"Bah!" cried Bufton, "I would have provided well for the girl--have done all except marry her. That was impossible. I needed an heiress, and I got that other. That thing; that dancing, singing thing; fit only to be the wife of her mistress's coachman, or some porter."

"Wherefore you desire vengeance?"

"Vengeance! Oh, my God! if I could but have that on her and him--this insolent, supercilious sailor. If I could. If I could."

"Yet you were always an admirer of superciliousness yourself."

"Bah!" he cried again, "amongst wits and men of fashion, yes! There it is suitable. But this fellow, this broken-down, impoverished man of birth, who can do no better than go a-sailing. And to be supercilious to me!"

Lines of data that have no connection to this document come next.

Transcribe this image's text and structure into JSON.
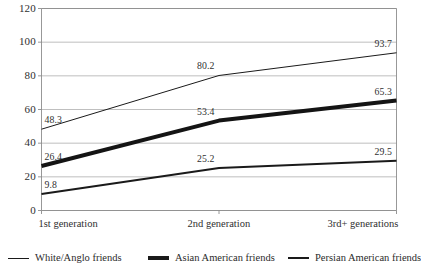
{
  "chart_data": {
    "type": "line",
    "title": "",
    "subtitle": "",
    "xlabel": "",
    "ylabel": "",
    "categories": [
      "1st generation",
      "2nd generation",
      "3rd+ generations"
    ],
    "ylim": [
      0,
      120
    ],
    "yticks": [
      0,
      20,
      40,
      60,
      80,
      100,
      120
    ],
    "grid": true,
    "legend_position": "bottom",
    "series": [
      {
        "name": "White/Anglo friends",
        "values": [
          48.3,
          80.2,
          93.7
        ],
        "labels": [
          "48.3",
          "80.2",
          "93.7"
        ],
        "color": "#1a1a1a",
        "width": 1,
        "swatch": "w1"
      },
      {
        "name": "Asian American friends",
        "values": [
          26.4,
          53.4,
          65.3
        ],
        "labels": [
          "26.4",
          "53.4",
          "65.3"
        ],
        "color": "#141414",
        "width": 4,
        "swatch": "w3"
      },
      {
        "name": "Persian American friends",
        "values": [
          9.8,
          25.2,
          29.5
        ],
        "labels": [
          "9.8",
          "25.2",
          "29.5"
        ],
        "color": "#1a1a1a",
        "width": 2,
        "swatch": "w2"
      }
    ]
  },
  "axis": {
    "ytick_labels": [
      "120",
      "100",
      "80",
      "60",
      "40",
      "20",
      "0"
    ],
    "xtick_labels": [
      "1st generation",
      "2nd generation",
      "3rd+ generations"
    ]
  },
  "legend": {
    "items": [
      {
        "label": "White/Anglo friends"
      },
      {
        "label": "Asian American friends"
      },
      {
        "label": "Persian American friends"
      }
    ]
  },
  "style": {
    "grid_color": "#b8b8b8",
    "axis_color": "#8c8c8c",
    "plot_background": "#ffffff",
    "text_color": "#2b2b2b"
  }
}
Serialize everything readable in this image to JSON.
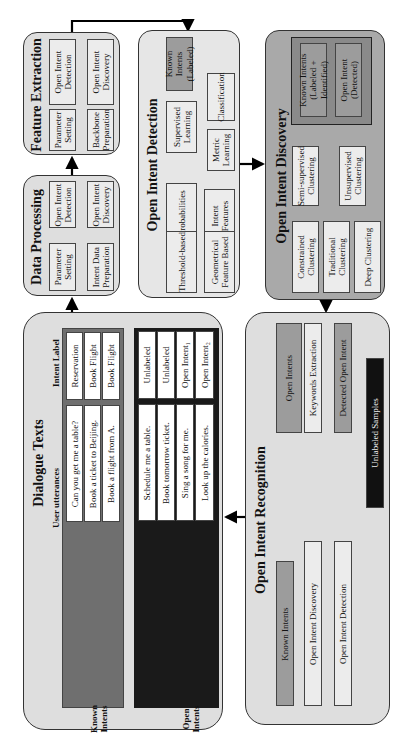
{
  "figure": {
    "panels": {
      "feature_extraction": {
        "title": "Feature Extraction",
        "boxes": [
          "Open Intent Detection",
          "Open Intent Discovery",
          "Parameter Setting",
          "Backbone Preparation"
        ]
      },
      "data_processing": {
        "title": "Data Processing",
        "boxes": [
          "Open Intent Detection",
          "Open Intent Discovery",
          "Parameter Setting",
          "Intent Data Preparation"
        ]
      },
      "dialogue_texts": {
        "title": "Dialogue Texts",
        "col_utterances": "User utterances",
        "col_label": "Intent Label",
        "known_group_label": "Known Intents",
        "open_group_label": "Open Intents",
        "known_rows": [
          {
            "utterance": "Can you get me a table?",
            "label": "Reservation"
          },
          {
            "utterance": "Book a ticket to Beijing.",
            "label": "Book Flight"
          },
          {
            "utterance": "Book a flight from A.",
            "label": "Book Flight"
          }
        ],
        "open_rows": [
          {
            "utterance": "Schedule me a table.",
            "label": "Unlabeled"
          },
          {
            "utterance": "Book tomorrow ticket.",
            "label": "Unlabeled"
          },
          {
            "utterance": "Sing a song for me.",
            "label": "Open Intent₁"
          },
          {
            "utterance": "Look up the calories.",
            "label": "Open Intent₂"
          }
        ]
      },
      "open_intent_detection": {
        "title": "Open Intent Detection",
        "known_intents": "Known Intents (Labeled)",
        "supervised_learning": "Supervised Learning",
        "classification": "Classification",
        "metric_learning": "Metric Learning",
        "probabilities": "Probabilities",
        "intent_features": "Intent Features",
        "threshold_based": "Threshold-based",
        "geometrical": "Geometrical Feature Based"
      },
      "open_intent_discovery": {
        "title": "Open Intent Discovery",
        "known_intents": "Known Intents (Labeled + Identified)",
        "open_intent": "Open Intent (Detected)",
        "semi_supervised": "Semi-supervised Clustering",
        "unsupervised": "Unsupervised Clustering",
        "constrained": "Constrained Clustering",
        "traditional": "Traditional Clustering",
        "deep": "Deep Clustering"
      },
      "open_intent_recognition": {
        "title": "Open Intent Recognition",
        "open_intents": "Open Intents",
        "keywords_extraction": "Keywords Extraction",
        "detected_open_intent": "Detected Open Intent",
        "known_intents": "Known Intents",
        "open_intent_discovery": "Open Intent Discovery",
        "open_intent_detection": "Open Intent Detection",
        "unlabeled_samples": "Unlabeled Samples"
      }
    }
  }
}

"Vengeance, eh?" said Lewis Granger, meditating--pretending to meditate. "Vengeance."

"Ay, vengeance on both; but I know not how to obtain it."

"Do you know," said Granger quietly--softly, indeed--"that both are in this neighbourhood? Not two miles away from where we now sit."

"What!" cried Bufton, full of astonishment. "What! Both here; two miles away! It is impossible."

"Nevertheless it is true. Sir Geoffrey is in command of a French prize called the Mignonne, which lies off Bugsby's Hole. Anne--Bufton," with his eyes full on the man before him, "is in attendance on her mistress, Lady Barry."